Houellebecq sums it up matter-of-factly, as if looking back on our age from the post-human future he posits in his 2005 science-fiction novel The Possibility of an Island. He writes, “Family and marriage: those were the two residual poles around which the lives of the last Westerners were organized in the first half of the twenty-first century.”
Having saved his father temporarily from bodily death, Paul must deal with the loss of another loved one before facing his own mortality. Bereft of a personal faith that could make meaning either of the newfound joy he has in his relationship with Prudence or the illness that threatens to take it all away, he both admires and is perplexed by his Catholic sister, who is not without her own deep sadness. Cécile, Paul reckons, finds a way through everything, because God is always in control somehow. “Christians,” we are told, “have trouble with the absurd.”
In this way, Houellebecq may be playing a bit with the comparison sometimes made of him to Albert Camus, whose work proposes a mysterious reason to live despite a universe with no meaning. As Paul nears the end of his life, he has as dark a view of reality as anyone in a Camus story, but he is also grasping for a stronger sense of purpose beyond it all. At one point, he intends to go investigate Catholicism at his local parish church, and he suspects the place may have a role to play in his life before the end.
Here, connoisseurs of Houellebecq may remember a scene from the 2011 film The Kidnapping of Michel Houellebecq, starring the author as himself, where an acquaintance is surprised to see him coming out of a Catholic church in the middle of a weekday.
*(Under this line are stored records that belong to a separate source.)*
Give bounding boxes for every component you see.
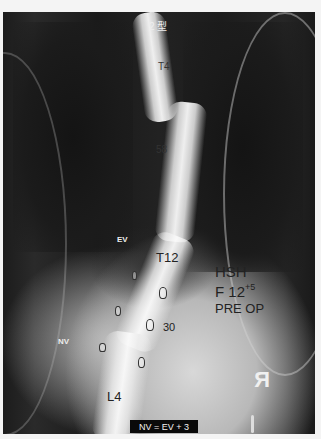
- level-label-t4: T4: [158, 62, 170, 72]
- patient-initials: HSH: [215, 264, 247, 279]
- pedicle-marker: [115, 306, 121, 316]
- formula-label: NV = EV + 3: [130, 420, 198, 433]
- nv-label: NV: [58, 338, 69, 346]
- level-label-l4: L4: [107, 390, 121, 403]
- ev-label: EV: [117, 236, 128, 244]
- level-label-t12: T12: [156, 251, 178, 264]
- curve-angle-upper: 58: [156, 145, 167, 155]
- pedicle-marker: [132, 271, 137, 280]
- age-months: +5: [245, 282, 255, 292]
- pedicle-marker: [146, 319, 154, 331]
- pedicle-marker: [138, 357, 145, 368]
- patient-sex-age-text: F 12: [215, 283, 245, 300]
- status-label: PRE OP: [215, 302, 264, 315]
- pedicle-marker: [159, 287, 167, 299]
- type-label: 2 型: [149, 22, 167, 32]
- side-marker: R: [254, 367, 270, 393]
- clip-artifact: [251, 415, 254, 433]
- curve-angle-lower: 30: [163, 322, 175, 333]
- pedicle-marker: [99, 343, 106, 352]
- patient-sex-age: F 12+5: [215, 283, 255, 299]
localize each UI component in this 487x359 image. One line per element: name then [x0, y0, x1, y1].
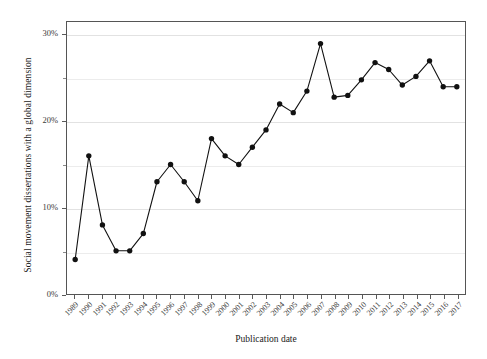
data-point-marker: 1992: 5% — [113, 248, 118, 253]
data-point-marker: 1998: 10.8% — [195, 198, 200, 203]
x-tick-mark — [389, 295, 390, 299]
x-tick-mark — [376, 295, 377, 299]
x-tick-mark — [458, 295, 459, 299]
x-tick-mark — [198, 295, 199, 299]
x-tick-mark — [143, 295, 144, 299]
x-tick-mark — [307, 295, 308, 299]
data-point-marker: 1997: 13% — [182, 179, 187, 184]
data-point-marker: 1994: 7% — [141, 231, 146, 236]
x-tick-mark — [211, 295, 212, 299]
plot-area: 1989: 4%1990: 16%1991: 8%1992: 5%1993: 5… — [66, 21, 466, 295]
y-tick-label: 0% — [24, 290, 58, 299]
x-tick-mark — [129, 295, 130, 299]
data-point-marker: 2009: 23% — [345, 93, 350, 98]
data-point-marker: 2013: 24.2% — [400, 82, 405, 87]
data-point-marker: 1991: 8% — [100, 222, 105, 227]
data-point-marker: 2002: 17% — [250, 145, 255, 150]
x-tick-mark — [252, 295, 253, 299]
x-tick-mark — [444, 295, 445, 299]
y-tick-label: 30% — [24, 29, 58, 38]
x-tick-mark — [430, 295, 431, 299]
y-axis-title: Social movement dissertations with a glo… — [23, 15, 39, 315]
y-tick-label: 10% — [24, 203, 58, 212]
x-tick-mark — [74, 295, 75, 299]
x-tick-mark — [403, 295, 404, 299]
data-point-marker: 2000: 16% — [222, 153, 227, 158]
x-tick-mark — [102, 295, 103, 299]
x-tick-mark — [348, 295, 349, 299]
y-tick-label: 20% — [24, 116, 58, 125]
data-series-line: 1989: 4%1990: 16%1991: 8%1992: 5%1993: 5… — [67, 22, 465, 294]
data-point-marker: 2016: 24% — [441, 84, 446, 89]
data-point-marker: 2014: 25.2% — [413, 74, 418, 79]
data-point-marker: 2008: 22.8% — [331, 94, 336, 99]
data-point-marker: 1989: 4% — [72, 257, 77, 262]
series-line — [75, 44, 457, 260]
data-point-marker: 2004: 22% — [277, 101, 282, 106]
x-tick-mark — [88, 295, 89, 299]
x-axis-title: Publication date — [66, 334, 466, 344]
data-point-marker: 2006: 23.5% — [304, 88, 309, 93]
x-tick-mark — [417, 295, 418, 299]
x-tick-mark — [293, 295, 294, 299]
x-tick-mark — [225, 295, 226, 299]
x-tick-mark — [266, 295, 267, 299]
data-point-marker: 2015: 27% — [427, 58, 432, 63]
x-tick-mark — [184, 295, 185, 299]
x-tick-mark — [280, 295, 281, 299]
data-point-marker: 2005: 21% — [291, 110, 296, 115]
data-point-marker: 2003: 19% — [263, 127, 268, 132]
y-tick-mark — [62, 295, 66, 296]
chart-figure: Social movement dissertations with a glo… — [0, 0, 487, 359]
data-point-marker: 2017: 24% — [454, 84, 459, 89]
data-point-marker: 2012: 26% — [386, 67, 391, 72]
data-point-marker: 2007: 29% — [318, 41, 323, 46]
x-tick-mark — [239, 295, 240, 299]
data-point-marker: 1993: 5% — [127, 248, 132, 253]
data-point-marker: 1990: 16% — [86, 153, 91, 158]
data-point-marker: 2001: 15% — [236, 162, 241, 167]
x-tick-mark — [335, 295, 336, 299]
data-point-marker: 1999: 18% — [209, 136, 214, 141]
x-tick-mark — [115, 295, 116, 299]
data-point-marker: 2011: 26.8% — [372, 60, 377, 65]
x-tick-label: 2017 — [446, 300, 464, 318]
data-point-marker: 1996: 15% — [168, 162, 173, 167]
x-tick-mark — [170, 295, 171, 299]
x-tick-mark — [156, 295, 157, 299]
data-point-marker: 1995: 13% — [154, 179, 159, 184]
x-tick-mark — [362, 295, 363, 299]
x-tick-mark — [321, 295, 322, 299]
data-point-marker: 2010: 24.8% — [359, 77, 364, 82]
Houellebecq replies that he likes to go to the funerals. We are left to wonder.
Paul’s fate calls to mind another giant of French letters with certain similarities to Houellebecq–André Gide, whose many novels explore faith, society, personal identity, and sexuality. Whereas in Gide’s 1902 novel The Immoralist, a man falls ill, is nursed back from the brink of death by his wife, becomes enamored with his healthy body, and abandons himself to homosexual libertinism, in Annihilation, Paul’s descent into almost complete physical incapacity takes him even deeper into an intimate experience of marriage, including sex. Cécile reminds her brother, “you might imagine that your life belongs to you but that’s wrong; your life belongs to the people who love you.” The narrator echoes Cécile’s words, affirming they have hit their target in Paul’s soul, telling us that Paul and Prudence, “would walk the valley of the shadow of death together.”
No doubt, many readers will close the novel imagining the forces of annihilation to be simply too great, and the call of nothingness too strong; but the spiritually mature may think otherwise. “We weren’t really made for living,” a mixed-up New Age Prudence says at the end; but surely, she does not know what she means. Nor are the “wonderful lies” Paul mentions any explanation for what has undergirded human civilization for centuries.
For my part, I closed Annihilation feeling completely wrecked–sad, but awake. In my mind, there returned a line from The Portal of the Mystery of Hope by yet another Frenchman, Charles Péguy: “It’s for this that France, that Christianity must go on; So that the eternal word doesn’t fall into dead silence, into a carnal void.”
It’s a stretch; but to me, Houellebecq’s troubling new words help keep the sacred, age-old conversation going.
In the midst of death, we may be in life.